AgentOS
AgentOS
Open-source TypeScript runtime · Apache 2.0
85.6% LongMemEval-S
0.4 below Emergence.ai (closed SaaS)
+1.4 above Mastra (84.23%)

Real output from real scripts

Three examples, captured from node examples/….mjs against the OpenAI API. The full source is committed at framersai/agentos/examples. Pick one.

examples/emergent-hierarchical-spawning.mjs
TypeScript
import { agency } from '@framers/agentos';

const team = agency({
  provider: 'openai',
  model: 'gpt-4o',
  strategy: 'hierarchical',
  instructions:
    'Coordinate a research team. If the task needs a ' +
    'capability your roster does not cover, call ' +
    'spawn_specialist to mint one.',
  agents: {
    researcher: { instructions: 'Find sources.' },
    writer:     { instructions: 'Produce concise prose.' },
  },
  emergent: {
    enabled: true,
    judge:   true,
    planner: { maxSpecialists: 1 },
  },
  on: {
    emergentForge: (e) => console.log(
      `[FORGE] spawned "${e.agentName}"`
    ),
  },
});

const result = await team.generate(
  'Write a 2-paragraph briefing on agentic-AI ' +
  'sandbox security risks. Include a security ' +
  'audit perspective on node:vm vs container ' +
  'isolation. The team has no security auditor; ' +
  'spawn one if needed.',
);

console.log(result.text);
$ node examples/emergent-hierarchical-spawning.mjs
● Live run
[FORGE] spawned "security_auditor"
approved=true
// EmergentAgentJudge passed; new agent joins the live roster on next turn
Final answer (gpt-4o)
Agentic AI systems operating in sandbox environments present unique security challenges, particularly when considering the isolation methods used to contain these systems. Node:vm (Virtual Machines) provide robust isolation as each VM operates with its own OS and resources, offering strong separation from other environments on the same host. This level of isolation helps to contain the potential impact of any security breach within the AI agent itself. However, VMs can be resource-intensive and potentially slower, as they require more overhead to emulate physical hardware, which might influence performance for high-demand AI tasks. Conversely, container-based isolation, such as Docker, offers a more lightweight and flexible approach as containers share the host kernel while isolating the application at the process level. This can be advantageous for deploying numerous, smaller agentic AI instances. However, from a security-audit perspective, containers can be more vulnerable to kernel-level attacks since they share the same underlying OS. The shared kernel can pose risks if one AI agent exploits a vulnerability to affect others.
Agent calls (2)
researcher: "Research security risks in agentic AI sandbox environments..."
writer: "Produce a two-paragraph CTO-audience briefing from the research..."
tokens: 4,272

The team starts with researcher + writer. The prompt asks for a security audit, which neither covers. The manager calls spawn_specialist, EmergentAgentJudge approves the spec, and security_auditor joins the live roster. The final answer above is what GPT-4o produced through that team. Captured from a real run, no edits.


WHAT IS REQUIRED ▸ Could you write out the listing below exactly as it stands, leaving out the pictures?

AVAILABLE DATA ▸
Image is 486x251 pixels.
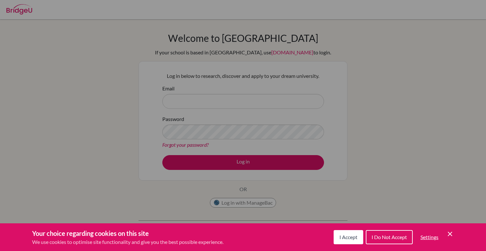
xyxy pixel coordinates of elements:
h3: Your choice regarding cookies on this site [32,228,223,238]
button: Save and close [446,230,454,238]
button: Settings [415,230,444,243]
span: I Accept [339,234,357,240]
span: I Do Not Accept [372,234,407,240]
button: I Accept [334,230,363,244]
span: Settings [420,234,438,240]
button: I Do Not Accept [366,230,413,244]
p: We use cookies to optimise site functionality and give you the best possible experience. [32,238,223,246]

OUTPUT OF THE TASK ▸
Image is 486x251 pixels.
xyxy pixel coordinates of elements:
h3: Your choice regarding cookies on this site [32,228,223,238]
button: Save and close [446,230,454,238]
button: Settings [415,230,444,243]
span: I Accept [339,234,357,240]
span: I Do Not Accept [372,234,407,240]
button: I Accept [334,230,363,244]
span: Settings [420,234,438,240]
button: I Do Not Accept [366,230,413,244]
p: We use cookies to optimise site functionality and give you the best possible experience. [32,238,223,246]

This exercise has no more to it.